China has a lot of big cities along the coast that will flood as the oceans rise.


China is building massive amounts of renewables right now.


Data centers produce 30M tons of co2 [0], concrete 4 billion tons [1]. 2 orders of magnitude.

I'd really like to see more depoliticized, scientific discussion of the topic. So many discussions of climate change end with all participants satisfied that nothing is being done and very little can be done.

[0] https://iopscience.iop.org/article/10.1088/1748-9326/abfba1 [1] https://psci.princeton.edu/tips/2020/11/3/cement-and-concret...


If you don’t mind YouTube, here is a decent video and a follow up more positive one I found. It does mention concrete and many other forms of co2 production we haven’t figured out yet.

2022 Kurzgesagt in a nutshell. https://youtu.be/yiw6_JakZFc?si=El6tzqQVhuNKKEj-

2023 less doomerism climate change update: https://youtu.be/LxgMdjyw8uw?si=3RZ2Q414vvfYDSc7


Because while AI uses a lot of energy, it's mostly of the renewable variety. E.g. Amazon just bought power from a nuclear plant.

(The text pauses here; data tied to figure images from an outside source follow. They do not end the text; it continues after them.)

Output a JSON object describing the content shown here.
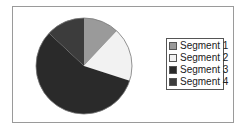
{
  "chart_data": {
    "type": "pie",
    "title": "",
    "categories": [
      "Segment 1",
      "Segment 2",
      "Segment 3",
      "Segment 4"
    ],
    "values": [
      12,
      18,
      57,
      13
    ],
    "unit": "percent (estimated)",
    "colors": [
      "#9a9a9a",
      "#f2f2f2",
      "#2a2a2a",
      "#3c3c3c"
    ],
    "start_angle_deg": 0,
    "direction": "clockwise",
    "legend_position": "right"
  },
  "legend": {
    "items": [
      {
        "label": "Segment 1",
        "color": "#9a9a9a"
      },
      {
        "label": "Segment 2",
        "color": "#f2f2f2"
      },
      {
        "label": "Segment 3",
        "color": "#2a2a2a"
      },
      {
        "label": "Segment 4",
        "color": "#3c3c3c"
      }
    ]
  }
}
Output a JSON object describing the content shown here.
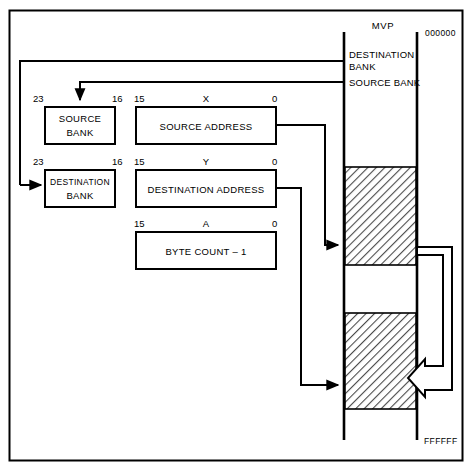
{
  "figure": {
    "frame": {
      "name": "outer-border"
    },
    "memory_column": {
      "top_label": "MVP",
      "start_address": "000000",
      "end_address": "FFFFFF",
      "bank_labels": [
        "DESTINATION",
        "BANK",
        "SOURCE BANK"
      ],
      "blocks": [
        {
          "name": "source-block",
          "fill": "hatched"
        },
        {
          "name": "gap-block",
          "fill": "empty"
        },
        {
          "name": "destination-block",
          "fill": "hatched"
        }
      ]
    },
    "registers": [
      {
        "id": "source-bank",
        "label_line1": "SOURCE",
        "label_line2": "BANK",
        "bit_high": "23",
        "bit_low": "16",
        "register_name": ""
      },
      {
        "id": "source-address",
        "label_line1": "SOURCE ADDRESS",
        "label_line2": "",
        "bit_high": "15",
        "bit_low": "0",
        "register_name": "X"
      },
      {
        "id": "destination-bank",
        "label_line1": "DESTINATION",
        "label_line2": "BANK",
        "bit_high": "23",
        "bit_low": "16",
        "register_name": ""
      },
      {
        "id": "destination-address",
        "label_line1": "DESTINATION ADDRESS",
        "label_line2": "",
        "bit_high": "15",
        "bit_low": "0",
        "register_name": "Y"
      },
      {
        "id": "byte-count",
        "label_line1": "BYTE COUNT  –  1",
        "label_line2": "",
        "bit_high": "15",
        "bit_low": "0",
        "register_name": "A"
      }
    ],
    "colors": {
      "line": "#000000",
      "background": "#ffffff",
      "hatch": "#555555"
    }
  }
}
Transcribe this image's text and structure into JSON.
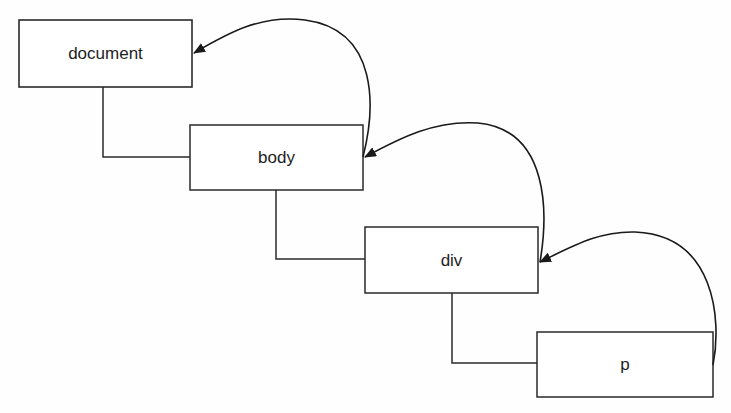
{
  "diagram": {
    "type": "dom-tree-event-bubbling",
    "nodes": [
      {
        "id": "document",
        "label": "document"
      },
      {
        "id": "body",
        "label": "body"
      },
      {
        "id": "div",
        "label": "div"
      },
      {
        "id": "p",
        "label": "p"
      }
    ],
    "tree_edges": [
      {
        "from": "document",
        "to": "body"
      },
      {
        "from": "body",
        "to": "div"
      },
      {
        "from": "div",
        "to": "p"
      }
    ],
    "arrows": [
      {
        "from": "p",
        "to": "div"
      },
      {
        "from": "div",
        "to": "body"
      },
      {
        "from": "body",
        "to": "document"
      }
    ],
    "colors": {
      "stroke": "#2a2a2a",
      "background": "#fefefe",
      "text": "#1e1e1e"
    }
  }
}
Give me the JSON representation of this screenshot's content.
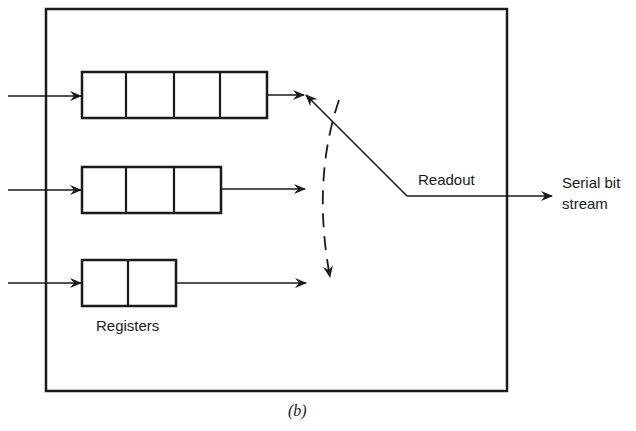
{
  "diagram": {
    "caption": "(b)",
    "labels": {
      "registers": "Registers",
      "readout": "Readout",
      "output_line1": "Serial bit",
      "output_line2": "stream"
    },
    "registers": [
      {
        "name": "register-1",
        "cells": 4
      },
      {
        "name": "register-2",
        "cells": 3
      },
      {
        "name": "register-3",
        "cells": 2
      }
    ],
    "colors": {
      "stroke": "#1a1a1a",
      "background": "#ffffff"
    }
  }
}
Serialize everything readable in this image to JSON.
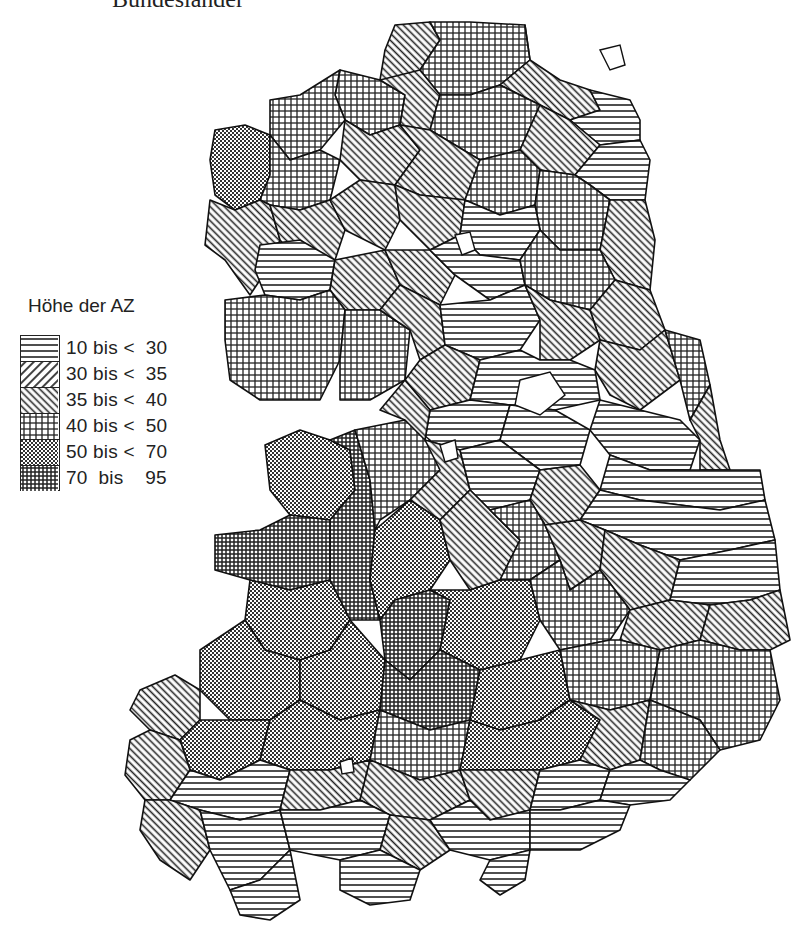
{
  "title": "Bundesländer",
  "legend": {
    "title": "Höhe der AZ",
    "classes": [
      {
        "label": "10 bis <  30",
        "pattern": "horizontal-lines",
        "min": 10,
        "max": 30
      },
      {
        "label": "30 bis <  35",
        "pattern": "diagonal-lines-down",
        "min": 30,
        "max": 35
      },
      {
        "label": "35 bis <  40",
        "pattern": "diagonal-lines-up",
        "min": 35,
        "max": 40
      },
      {
        "label": "40 bis <  50",
        "pattern": "grid",
        "min": 40,
        "max": 50
      },
      {
        "label": "50 bis <  70",
        "pattern": "checker",
        "min": 50,
        "max": 70
      },
      {
        "label": "70  bis    95",
        "pattern": "dense-grid",
        "min": 70,
        "max": 95
      }
    ]
  },
  "map": {
    "type": "choropleth",
    "region": "East Germany districts (Kreise)",
    "colors": {
      "ink": "#222222",
      "background": "#ffffff"
    }
  }
}
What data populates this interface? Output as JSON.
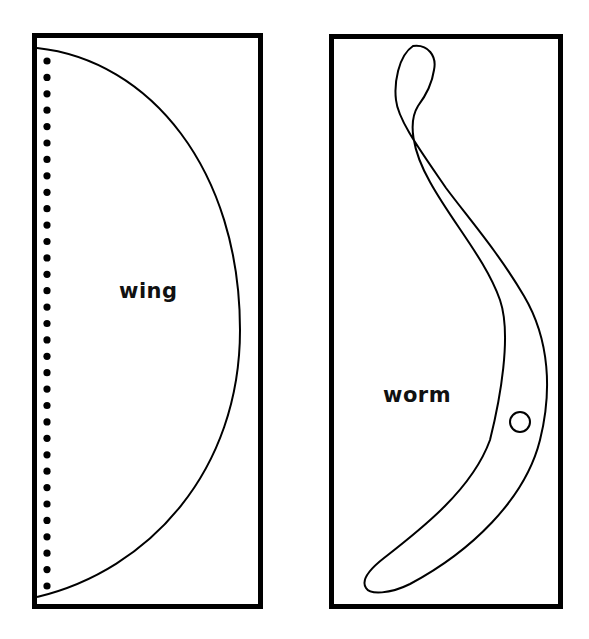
{
  "templates": [
    {
      "name": "wing",
      "label": "wing",
      "fold_line": "dotted",
      "dots": {
        "x": 47,
        "y_start": 61,
        "y_end": 586,
        "count": 33
      }
    },
    {
      "name": "worm",
      "label": "worm",
      "hole": {
        "cx": 520,
        "cy": 422,
        "r": 10
      }
    }
  ],
  "colors": {
    "stroke": "#000000",
    "background": "#ffffff"
  }
}
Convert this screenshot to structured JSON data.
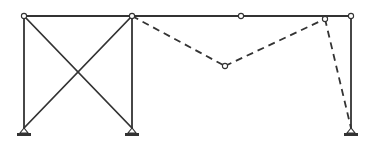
{
  "diagram": {
    "type": "structural-frame-mechanism",
    "colors": {
      "stroke": "#333333",
      "background": "#ffffff",
      "node_fill": "#ffffff"
    },
    "nodes": [
      {
        "id": "A",
        "x": 24,
        "y": 16
      },
      {
        "id": "B",
        "x": 132,
        "y": 16
      },
      {
        "id": "C",
        "x": 241,
        "y": 16
      },
      {
        "id": "D",
        "x": 351,
        "y": 16
      },
      {
        "id": "E",
        "x": 325,
        "y": 19
      },
      {
        "id": "F",
        "x": 225,
        "y": 66
      }
    ],
    "supports": [
      {
        "id": "S1",
        "x": 24,
        "y": 128
      },
      {
        "id": "S2",
        "x": 132,
        "y": 128
      },
      {
        "id": "S3",
        "x": 351,
        "y": 128
      }
    ],
    "solid_members": [
      {
        "from": [
          24,
          16
        ],
        "to": [
          351,
          16
        ]
      },
      {
        "from": [
          24,
          16
        ],
        "to": [
          24,
          128
        ]
      },
      {
        "from": [
          132,
          16
        ],
        "to": [
          132,
          128
        ]
      },
      {
        "from": [
          24,
          16
        ],
        "to": [
          132,
          128
        ]
      },
      {
        "from": [
          132,
          16
        ],
        "to": [
          24,
          128
        ]
      },
      {
        "from": [
          351,
          16
        ],
        "to": [
          351,
          128
        ]
      }
    ],
    "dashed_members": [
      {
        "from": [
          132,
          16
        ],
        "to": [
          225,
          66
        ]
      },
      {
        "from": [
          225,
          66
        ],
        "to": [
          325,
          19
        ]
      },
      {
        "from": [
          325,
          19
        ],
        "to": [
          351,
          128
        ]
      }
    ]
  }
}
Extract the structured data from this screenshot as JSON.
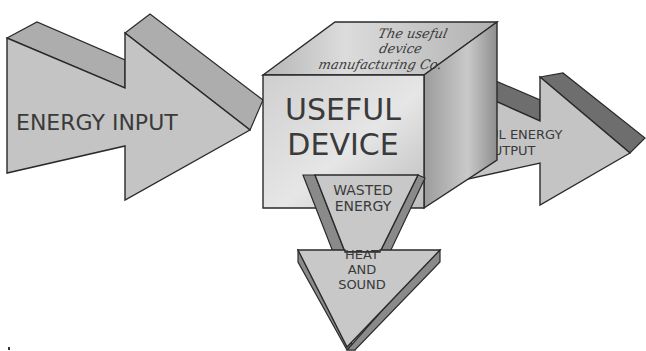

Coal is actually on its way out in most places that have AI data centers. Even in the US. Even in hard core coal states, like North and West Virginia. Where that data center is that Amazon just bought nuclear power for.

New use cases drive new demand. Most of that new demand leads to new energy production. The vast majority of that, also in China, is renewable.


I’m not sure AI is using “mostly renewables”. I’ve seen lots of stories like this:

“AI Needs So Much Power That Old Coal Plants Are Sticking Around”

https://www.bloomberg.com/news/articles/2024-01-25/ai-needs-...


AI usage is indeed increasing energy demand.

Overall coal usage in places like the US is actually down. About 3% in the US last year. Coal peaked in 1997 and has been trending down ever since.

Any large users of power would want cheap power (i.e. not coal). Tech savvy companies running these data centers doubly so. They all have announced net zero targets years ago and the new data centers they are building with all the fancy new GPU hardware are exactly where they are putting in a lot of money to make that happen.

It's true that there are still some data centers powered by coal. The article mentions Virginia. Which is exactly where Amazon just bought the rights to a lot of nuclear power for the next few years. Because they don't want to have anything to do with coal going forward. So they are investing in alternatives. Even expensive stuff like nuclear is preferable to coal for them.

At best you could say that power companies are keeping some coal plants open a bit longer than planned because all their renewable power is being gobbled up by big data centers and they still need to serve their other, less picky customers. They simply did not plan for this much growth. Big data centers buying lots of renewable power is also a thing in Europe that has actually lead to some places limiting the construction of new ones.

Keeping coal plants open is of course a stop gap measure as it's at this point not really a profitable business to be in. They are trying to get more more lucrative renewables online ASAP. Virginia has a few offshore wind projects coming online, for example.


> Because while AI uses a lot of energy, it's mostly of the renewable variety.

This bullshit again?

Power is, to an approximation, fungible. Marginal power generation is fossil. It doesn't matter whether your electricity is renewable, as long as renewables aren't powering the grid completely you're effectively just squeezing someone else onto fossil power instead.


Is it know if the companies shut down their servers and model training or services provided when there is no solar available for example? Wouldn't that be the responsible and green thing to do. No AI during nights?


Nuclear is considered low-carbon energy, but it's not considered renewable energy.